Liu: CEO-to-Worker Pay Ratio Important to N.Y. City Pension Funds

New York City Comptroller John Liu provided supporting comments in favor of a proposed Securities and Exchange Commission rule to implement Section 953(b) of the Dodd-Frank Wall Street Reform and Consumer Protection Act, which requires companies to disclose the ratio of total compensation of chief executive officers to the median pay of employees.

In his Nov. 27 letter to the SEC, Liu noted that the New York City pension funds had adopted an explicit policy in favor of such disclosure well before the Dodd Frank Act of 2010.

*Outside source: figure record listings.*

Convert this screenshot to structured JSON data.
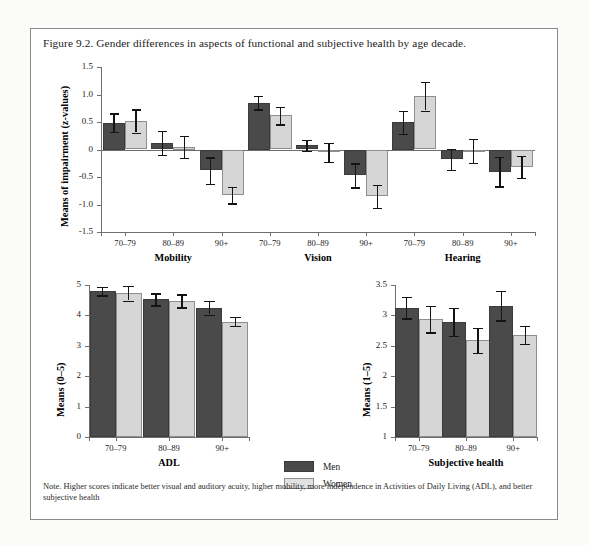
{
  "figure": {
    "caption": "Figure 9.2. Gender differences in aspects of functional and subjective health by age decade.",
    "note": "Note. Higher scores indicate better visual and auditory acuity, higher mobility, more independence in Activities of Daily Living (ADL), and better subjective health"
  },
  "legend": {
    "men_label": "Men",
    "women_label": "Women",
    "men_color": "#4a4a4a",
    "women_color": "#d6d6d6"
  },
  "chart_data": [
    {
      "type": "bar",
      "id": "impairment",
      "title": "",
      "xlabel": "",
      "ylabel": "Means of impairment (z-values)",
      "ylim": [
        -1.5,
        1.5
      ],
      "yticks": [
        1.5,
        1.0,
        0.5,
        0.0,
        -0.5,
        -1.0,
        -1.5
      ],
      "ytick_labels": [
        "1.5",
        "1.0",
        "0.5",
        "0",
        "-0.5",
        "-1.0",
        "-1.5"
      ],
      "grid": false,
      "legend_position": "bottom-center",
      "groups": [
        "Mobility",
        "Vision",
        "Hearing"
      ],
      "categories": [
        "70–79",
        "80–89",
        "90+"
      ],
      "series": [
        {
          "name": "Men",
          "values": [
            0.49,
            0.12,
            -0.38,
            0.85,
            0.08,
            -0.47,
            0.5,
            -0.18,
            -0.4
          ],
          "errors": [
            0.17,
            0.22,
            0.24,
            0.12,
            0.1,
            0.22,
            0.21,
            0.19,
            0.27
          ]
        },
        {
          "name": "Women",
          "values": [
            0.52,
            0.05,
            -0.83,
            0.62,
            -0.05,
            -0.85,
            0.97,
            -0.02,
            -0.32
          ],
          "errors": [
            0.21,
            0.2,
            0.15,
            0.16,
            0.17,
            0.21,
            0.26,
            0.22,
            0.2
          ]
        }
      ]
    },
    {
      "type": "bar",
      "id": "adl",
      "title": "",
      "xlabel": "ADL",
      "ylabel": "Means (0–5)",
      "ylim": [
        0,
        5
      ],
      "yticks": [
        5,
        4,
        3,
        2,
        1,
        0
      ],
      "ytick_labels": [
        "5",
        "4",
        "3",
        "2",
        "1",
        "0"
      ],
      "grid": false,
      "categories": [
        "70–79",
        "80–89",
        "90+"
      ],
      "series": [
        {
          "name": "Men",
          "values": [
            4.8,
            4.53,
            4.25
          ],
          "errors": [
            0.14,
            0.2,
            0.22
          ]
        },
        {
          "name": "Women",
          "values": [
            4.73,
            4.48,
            3.8
          ],
          "errors": [
            0.24,
            0.21,
            0.15
          ]
        }
      ]
    },
    {
      "type": "bar",
      "id": "subjective-health",
      "title": "",
      "xlabel": "Subjective health",
      "ylabel": "Means (1–5)",
      "ylim": [
        1,
        3.5
      ],
      "yticks": [
        3.5,
        3,
        2.5,
        2,
        1.5,
        1
      ],
      "ytick_labels": [
        "3.5",
        "3",
        "2.5",
        "2",
        "1.5",
        "1"
      ],
      "grid": false,
      "categories": [
        "70–79",
        "80–89",
        "90+"
      ],
      "series": [
        {
          "name": "Men",
          "values": [
            3.13,
            2.9,
            3.16
          ],
          "errors": [
            0.18,
            0.23,
            0.24
          ]
        },
        {
          "name": "Women",
          "values": [
            2.94,
            2.59,
            2.68
          ],
          "errors": [
            0.22,
            0.21,
            0.15
          ]
        }
      ]
    }
  ]
}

"Massive pay disparities between CEOs and most workers are corrosive to morale and productivity at individual businesses and harm the broader economy," Liu said. "The SEC's proposed rule will shed light on those companies that value the contributions of all employees and those whose pay practices undermine long-term value creation. This is the kind of information our pension funds find valuable in evaluating and voting on executive pay at our roughly 3,500 U.S. portfolio companies."

Liu will leave office on Jan. 1, having run unsuccessfully for mayor. Scott Stronger will succeed him. The comptroller serves as the investment advisor, custodian, and trustee of the city's five public employee pension funds, which have $144 billion in assets under management.